On Saturday, in Sacramento, California, a man allegedly shot five of his seven children, before fatally shooting himself in the head. The killings took place after the man had argued with his wife. Two children escaped, one through a bathroom window.

Police said that Kao Xiong, approximately 30 years old, used a rifle and shotgun to kill the five children, aged two to eight years old. Mr. Xiong's wife had left before the shooting and did not know about the deaths of her children until she returned home.

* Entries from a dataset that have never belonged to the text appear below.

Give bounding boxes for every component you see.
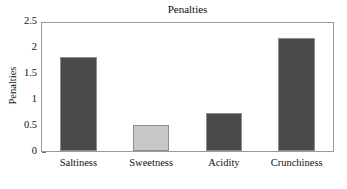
x-axis-tick-labels: SaltinessSweetnessAcidityCrunchiness bbox=[42, 156, 333, 176]
x-tick-label: Acidity bbox=[188, 156, 261, 170]
x-tick-label: Sweetness bbox=[115, 156, 188, 170]
y-tick-label: 2.5 bbox=[24, 15, 37, 27]
bar-slot bbox=[42, 23, 115, 151]
bar-sweetness[interactable] bbox=[133, 125, 169, 151]
x-tick-label: Saltiness bbox=[42, 156, 115, 170]
bar-crunchiness[interactable] bbox=[278, 38, 314, 151]
y-tick-label: 1 bbox=[32, 93, 37, 105]
x-tick-label: Crunchiness bbox=[260, 156, 333, 170]
y-tick-label: 0.5 bbox=[24, 119, 37, 131]
bars-group bbox=[42, 23, 333, 151]
bar-acidity[interactable] bbox=[206, 113, 242, 151]
bar-saltiness[interactable] bbox=[60, 57, 96, 151]
y-tick-label: 0 bbox=[32, 145, 37, 157]
y-tick-label: 1.5 bbox=[24, 67, 37, 79]
y-tick-mark bbox=[42, 152, 46, 153]
bar-chart-figure: Penalties Penalties 00.511.522.5 Saltine… bbox=[0, 0, 347, 189]
bar-slot bbox=[188, 23, 261, 151]
y-tick-label: 2 bbox=[32, 41, 37, 53]
y-axis-tick-labels: 00.511.522.5 bbox=[0, 22, 41, 152]
bar-slot bbox=[115, 23, 188, 151]
chart-title: Penalties bbox=[40, 2, 335, 16]
bar-slot bbox=[260, 23, 333, 151]
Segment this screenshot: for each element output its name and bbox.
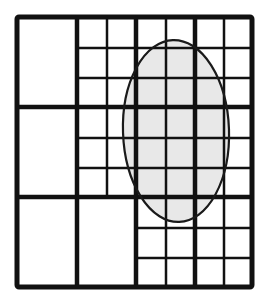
grid-diagram xyxy=(0,0,267,299)
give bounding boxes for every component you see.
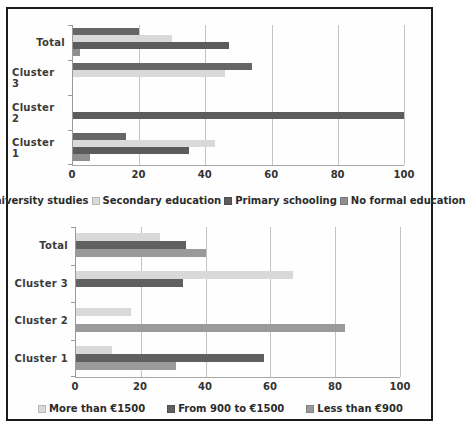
legend-label: University studies: [0, 195, 89, 206]
x-tick-label-60: 60: [264, 169, 278, 180]
legend: More than €1500From 900 to €1500Less tha…: [12, 403, 429, 414]
bar-slot: [73, 147, 404, 154]
legend-marker-icon: [224, 197, 232, 205]
legend-item-more-than-1500: More than €1500: [38, 403, 145, 414]
x-tick-label-60: 60: [263, 381, 277, 392]
x-axis: 020406080100: [72, 166, 404, 181]
legend-marker-icon: [38, 405, 46, 413]
legend-marker-icon: [167, 405, 175, 413]
legend-item-primary-schooling: Primary schooling: [224, 195, 337, 206]
bar-no-formal-education-cluster-1: [73, 154, 90, 161]
bar-secondary-education-cluster-1: [73, 140, 215, 147]
bar-slot: [73, 119, 404, 126]
x-tick-label-20: 20: [131, 169, 145, 180]
bar-university-studies-cluster-3: [73, 63, 252, 70]
bar-slot: [73, 42, 404, 49]
legend-item-university-studies: University studies: [0, 195, 89, 206]
bar-slot: [76, 362, 400, 370]
bar-slot: [73, 140, 404, 147]
legend-marker-icon: [92, 197, 100, 205]
bar-slot: [73, 154, 404, 161]
x-tick-label-80: 80: [328, 381, 342, 392]
category-label-total: Total: [12, 227, 75, 265]
bar-slot: [76, 354, 400, 362]
bar-group-cluster-3: [76, 265, 400, 303]
legend-label: Less than €900: [317, 403, 403, 414]
legend: University studiesSecondary educationPri…: [12, 195, 429, 206]
gridline-100: [404, 25, 405, 165]
bar-group-total: [73, 25, 404, 60]
bar-from-900-to-1500-cluster-3: [76, 279, 183, 287]
legend-label: No formal education: [351, 195, 466, 206]
category-label-cluster-2: Cluster 2: [12, 302, 75, 340]
y-axis-tick: [68, 164, 73, 165]
category-axis: TotalCluster 3Cluster 2Cluster 1: [12, 25, 72, 166]
income-bar-chart: TotalCluster 3Cluster 2Cluster 1 0204060…: [12, 213, 429, 419]
bar-secondary-education-cluster-3: [73, 70, 225, 77]
x-tick-label-0: 0: [69, 169, 76, 180]
bar-less-than-900-total: [76, 249, 206, 257]
bar-more-than-1500-cluster-1: [76, 346, 112, 354]
bar-primary-schooling-cluster-1: [73, 147, 189, 154]
x-tick-label-40: 40: [198, 381, 212, 392]
education-bar-chart: TotalCluster 3Cluster 2Cluster 1 0204060…: [12, 15, 429, 211]
bar-slot: [76, 324, 400, 332]
x-tick-label-100: 100: [390, 381, 411, 392]
category-label-cluster-2: Cluster 2: [12, 95, 72, 130]
x-tick-label-100: 100: [394, 169, 415, 180]
category-label-cluster-3: Cluster 3: [12, 265, 75, 303]
gridline-100: [400, 227, 401, 377]
legend-marker-icon: [340, 197, 348, 205]
bar-slot: [73, 98, 404, 105]
bar-slot: [73, 133, 404, 140]
plot-area: [72, 25, 404, 166]
plot-wrap: TotalCluster 3Cluster 2Cluster 1: [12, 25, 429, 166]
x-tick-label-20: 20: [133, 381, 147, 392]
bar-slot: [76, 249, 400, 257]
bar-university-studies-cluster-1: [73, 133, 126, 140]
legend-label: Primary schooling: [235, 195, 337, 206]
bar-slot: [73, 63, 404, 70]
category-label-cluster-1: Cluster 1: [12, 130, 72, 165]
bar-secondary-education-total: [73, 35, 172, 42]
bar-slot: [73, 112, 404, 119]
bar-slot: [73, 77, 404, 84]
bar-slot: [76, 316, 400, 324]
bar-slot: [76, 279, 400, 287]
bar-slot: [76, 233, 400, 241]
bar-primary-schooling-cluster-2: [73, 112, 404, 119]
legend-item-secondary-education: Secondary education: [92, 195, 222, 206]
bar-slot: [73, 84, 404, 91]
bar-from-900-to-1500-total: [76, 241, 186, 249]
bar-less-than-900-cluster-1: [76, 362, 176, 370]
legend-label: Secondary education: [103, 195, 222, 206]
x-axis: 020406080100: [75, 378, 400, 393]
x-tick-label-40: 40: [198, 169, 212, 180]
bar-slot: [73, 70, 404, 77]
bar-group-cluster-3: [73, 60, 404, 95]
bar-slot: [73, 49, 404, 56]
bar-more-than-1500-cluster-3: [76, 271, 293, 279]
plot-area: [75, 227, 400, 378]
legend-item-from-900-to-1500: From 900 to €1500: [167, 403, 284, 414]
y-axis-tick: [71, 376, 76, 377]
bar-slot: [73, 28, 404, 35]
legend-item-no-formal-education: No formal education: [340, 195, 466, 206]
category-label-cluster-3: Cluster 3: [12, 60, 72, 95]
bar-slot: [76, 241, 400, 249]
bar-group-total: [76, 227, 400, 265]
bar-slot: [73, 35, 404, 42]
bar-group-cluster-2: [73, 95, 404, 130]
bar-slot: [76, 271, 400, 279]
bar-slot: [76, 308, 400, 316]
category-label-cluster-1: Cluster 1: [12, 340, 75, 378]
plot-wrap: TotalCluster 3Cluster 2Cluster 1: [12, 227, 429, 378]
legend-marker-icon: [306, 405, 314, 413]
figure-frame: TotalCluster 3Cluster 2Cluster 1 0204060…: [6, 7, 433, 421]
bar-from-900-to-1500-cluster-1: [76, 354, 264, 362]
bar-group-cluster-2: [76, 302, 400, 340]
bar-more-than-1500-cluster-2: [76, 308, 131, 316]
x-tick-label-0: 0: [72, 381, 79, 392]
category-axis: TotalCluster 3Cluster 2Cluster 1: [12, 227, 75, 378]
bar-slot: [76, 346, 400, 354]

A group of men shot five women to death in a working class neighborhood in Baltimore Sunday night, according to police. The five victims ranged in age from 18 to 54. The men were seen leaving the neighborhood in a 1992 Nissan shortly before 7:30 p.m. A car matching the description was involved in a carjacking in the drive-through lane of a McDonald's restaurant a short time later. A plainclothes security officer fired at the suspects.

By Tuesday Baltimore police had arrested two suspects in the weekend murders, Ismael Malik Wilson, 27, and Tariq A. Malik, 20. As police approached one of the residences where they thought Malik might be living, he staggered toward them with a knife wound to the throat. He collapsed on the front steps, and remains in critical condition.

The killings of the women brought the number of people killed by gunfire in Baltimore over the weekend to 10.

In Fort Gibson, Oklahoma a seventh-grade student allegedly opened fire on classmates Monday morning with a 9-millimeter pistol at a middle school, wounding four. Two 13-year-old boys were taken to Muskogee Regional Medical Center, 10 miles away, one shot in the arm and the other in the leg. A 12-year-old girl was rushed to a hospital in Tulsa, about 50 miles away, after receiving a cheek wound. The fourth victim, a boy, was shot in both arms.

The suspected shooter, 13 years old, reportedly began firing randomly as students gathered outside Fort Gibson Middle School for the start of classes at about 7:45 a.m. A school official told reporters, “The students were gathered outside. Another student just walked up and fired on them.” The alleged shooter had no prior police record and, according to other students, belonged to a teen Christian group and “had lots of friends.”

Police reported Tuesday that the gun had been fired at least 15 times in the school shooting. The boy is on suicide watch. Prosecutors have not yet said whether they will charge him as an adult.

A man fired by an accounting firm in Knoxville, Tennessee returned to his workplace Monday and fatally shot the office manager. Knoxville police are looking for William D. Manies, 52, in connection with the shooting. The victim, Lorraine Lawhorn, 45, was the wife of Jeff Lawhorn, the firm's owner. She was shot once in the head and pronounced dead later at a hospital. According to police, Manies carried at least two weapons into the office and argued with an employee before opening fire. Manies fled in a car, after another employee attacked and disarmed him.